Why have it at all? Java has no block expression, so there is no way of adding a logging call in an arrow switch expression. They language designers would be laughed out of the room if they couldn't solve that. Just like the designers of the ? : operator were, when they slunk away in shame way back when.

Just kidding about the ? : designers of course. In C, there is a block expression, called the comma expression:

int sign = x < 0 ? (printf("negative\n"), -1) : 1; // C

And in Java, you can write a helper method:

public static <T> T call(Callable<T> c) {
   try { return c.call(); }
   catch (Throwable e) { throw new RuntimeException(e); }
}

Then you can carry out any desired actions before yielding a value:

int sign = x < 0 ? call(() -> { logger.info("negative"); return -1; }) : 1;

Not so lovely, I admit.

Note, by the way, that, unlike prior proposals, this proposal outlaws mixing case : and case -> in the same switch. Hooray for that. There is just one teensy thing.
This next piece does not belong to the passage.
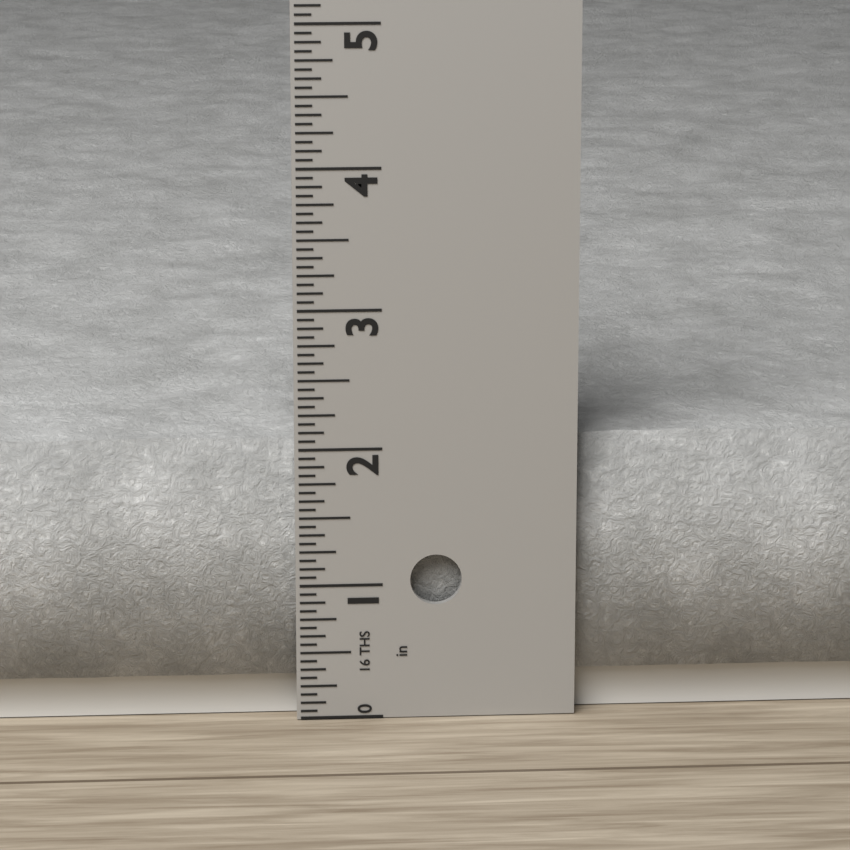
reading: 2.0625 in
Suppose you wrote a long arrow expression switch and then you note that you need to add a logging call into one branch. Now you have to rewrite the entire thing with the case : syntax. Presumably the IDE could do that transformation for you. Or you could do the unlovely helper method trick.
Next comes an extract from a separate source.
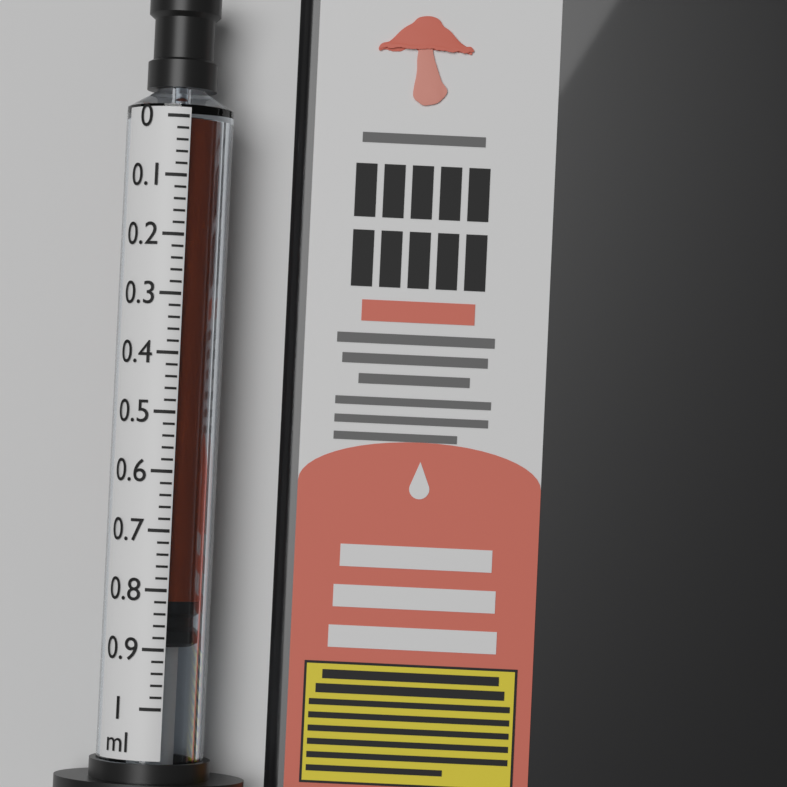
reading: 0.82 ml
I am not sure if it is still proposed that one can use block statements with value-returning break statements, like:

case TUESDAY -> { logger.info("Tuesday"); break 7; } 

As I said in my prior blog, that would be rather weird when compared with lambda expressions:

Callable<Integer> task = () -> { logger.info(); return 7; };

Perhaps it would be better if we had a genuine block expression in Java:

case TUESDAY -> { logger.info("Tuesday"); 7 };

and

Callable<Integer> task = () -> { logger.info(); 7; };

But if it's too late for that, why not allow a comma-separated expression list, just like in the third slot of the for statement:

case TUESDAY -> logger.info("Tuesday"), 7;

I know, it's something new (but with precedent)—as is break 7. But it comes without the fallthrough baggage.